DELIVERABLES
Branding Activity Part 1 journal (7%, Day 7).
PROGRAM
The master orientation for Week 3: the week at a glance with every deliverable, due date, and weight;
Canvas Link
Open on Canvas ↗

Overview


Reading and entering markets: how global marketers segment, target, and position;

quick-reference glossary. MASTER GUIDE TO BUS 622 WEEK 3 | COMPANION TO THE THREE WEEK 3 DELIVERABLE GUIDES

ORIENTATION

1

The Week at a Glance


Week 3 of BUS 622 is titled “Market Study and Market Analysis,” and it is the week the course turns from describing the global environment to acting inside it. Weeks 1 and 2 built the analytical backdrop — the economic, trade, cultural, and political environments, and the information systems used to study them. Week 3 asks the operative questions that follow: once a firm understands a market, which customers should it pursue, how should it move goods across borders, and through what arrangement should it enter a foreign market at all. Three textbook chapters supply the frameworks, and three graded deliverables convert them into work you submit. The week carries two distinct registers. The two discussion forums and the textbook chapters are analytical — segmentation grids, entry-mode decisions, the export process. The third deliverable, the Personal Branding Activity Part 1 journal, turns the same marketing logic inward: it asks you to treat yourself as a brand and to build the LinkedIn profile and business card that present that brand to demanding employers. Both registers are graded, and the journal alone is worth more than the two discussions combined. Overview Table of Deliverables The table below reproduces the Week 3 deliverables exactly as the Canvas Overview page lists them. The two discussion forums weigh 3% each while the journal weighs 7% — together, the three deliverables account for 13% of the course grade.

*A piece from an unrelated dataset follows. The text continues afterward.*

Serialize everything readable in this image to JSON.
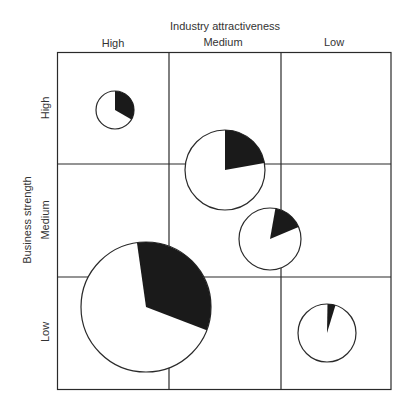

DELIVERABLEDUEFORMATWEIGHT
Segmentation Analysis for Target MarketingDay 3 (first post)Discussion Forum3%

Importing, Exporting, and Market Entry Day 3 (first post) Discussion Forum 3% Strategies Personal Branding Activity Part 1 Day 7 Journal 7%

business card, takes longer than its 7% suggests.

WHATTHE WEEK DEMANDS

2

Weekly Learning Outcomes


The Canvas Overview page lists four Weekly Learning Outcomes (WLOs). They are reproduced verbatim below, each followed by a note on what it actually requires of you and where in the week it is assessed.

WLOOUTCOME (VERBATIM)WHAT IT DEMANDS
1Explain market segmentation variables, and targeting and positioning strategies.Define and apply the major segmentation bases and the STP sequence. Assessed in Discussion Forum 1.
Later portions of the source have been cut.